To be sure, such a system would make no sense today. In 2016, it could have resulted in President Trump and Vice President Clinton, a rather infelicitous partnership. But at the nations creation, electors were not deciding between candidates from different parties after a competitive election. In fact, there were no candidates, no parties, and no competition. No one ran for president or even declared interest. The electors were simply expected to decide who would be the best man for the job. The second best personthe one receiving the second-highest number of voteswould become vice president. In the event no one received a majority of the electoral votes, the House of Representatives would choose the president.

This system worked reasonably well for the nations first two elections. In 1788, the sixty-nine electors unanimously voted in George Washington; thirty-four of the sixty-nine tapped John Adams with their other vote, easily surpassing the total (nine) of the third-place finisher, John Jay. It had always been assumed that the first president would be Washington, the Revolutionary War hero who presided over the Constitutional Convention. To no ones surprise, the second slot fell to Adams, the most important nonmilitary figure in the American Revolution. With the notable exception of the prickly Adams himself, who expressed bitterness that so many electors declined to support him, virtually everyone approved the result. The nation thus began with President Washington and Vice President Adams, a talented and public-spirited duo. They were re-elected in 1792, Washington again unanimously and Adams this time receiving the votes of seventy-seven of the 132 electors.

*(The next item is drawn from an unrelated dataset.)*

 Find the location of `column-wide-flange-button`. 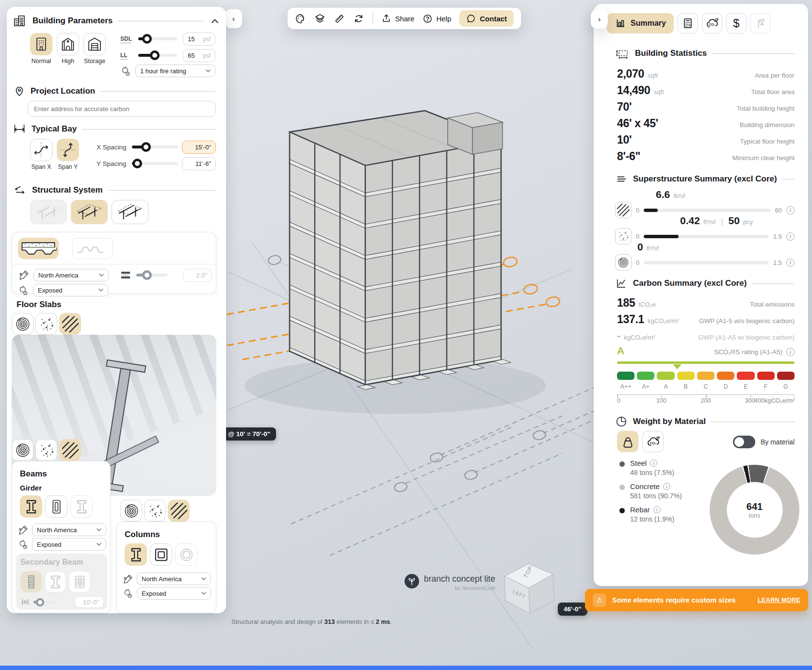

column-wide-flange-button is located at coordinates (136, 555).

The broadly approved outcome of the first two elections masked two potential problems. First, what if all the electors had cast one ballot each for Washington and Adams? Under that plausible scenario, there would have been a tie for the presidency, throwing the election to the House. Foreseeing this possibilityor, worse, a few quirky electors omitting Washington, and Adams ending up presidentAlexander Hamilton lobbied some electors not to vote for Adams, so as to ensure Washingtons election to the top spot. But apart from Hamilton, who privately noted this defect in the Constitution, few worried about a tie, perhaps because such an occurrence would have been easily resolved: The House would have elected Washington president and Adams vice president. Not even Adams would have expected otherwise or protested the result.

So too, no one raised the risk of a second troubling scenario: What if the men to finish first and second were adversaries, leaving the president saddled with an antagonistic partner in office? (Adams was actually the rare Founder not enamored of Washington, but for the most part he kept his misgivings to himself.) But this problem, too, seems magnified through the prism of political parties. Absent such parties, the antagonism between president and vice president would be personal only, a circumstance that could be transcended through maturity and good will.

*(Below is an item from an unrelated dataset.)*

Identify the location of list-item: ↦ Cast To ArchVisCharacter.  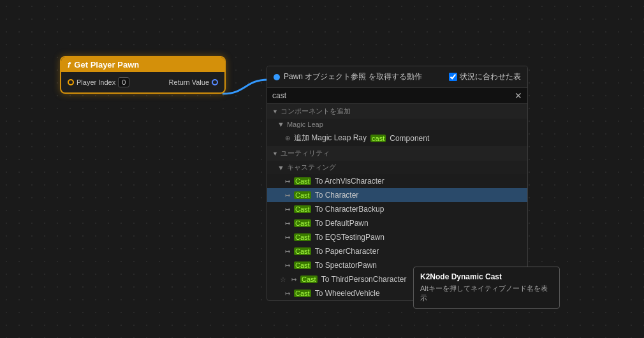
(397, 181).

Thus, if the original method of selecting the president and vice president created the seeds of crisis because of a potential tie or a schizophrenic team, neither problem seemed likely to arise. But both would before long.

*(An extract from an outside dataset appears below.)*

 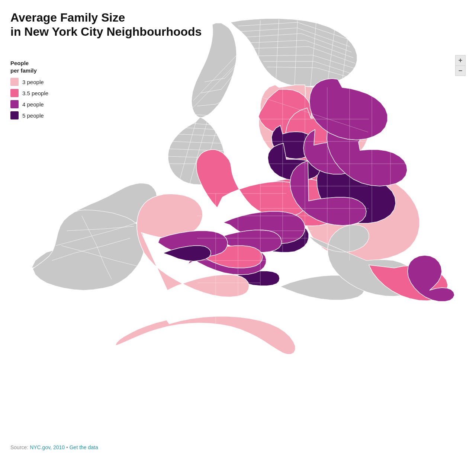 I want to click on zoom-out-button: −, so click(x=460, y=71).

By the time Washington stepped down after two terms, political parties were clearly established. Adams and Hamilton led the incumbent party, the Federalists; Thomas Jefferson and James Madison led the opposition, the Democratic-Republicans (or Republicans for short). The bitter divide between these parties produced the first contested presidential election, in 1796. While it remained the case that no one formally declared their candidacy or campaigned openly, everyone understood Adams and Jefferson to be the respective choices of the Federalists and Republicans. South Carolinas Thomas Pinckney served as Adamss de facto running mate, while Aaron Burr was Jeffersons. Such designations were unofficial, and the voting mechanism remained the same: each elector would cast two votes for president (none for vice president) and the second-place finisher would become vice president.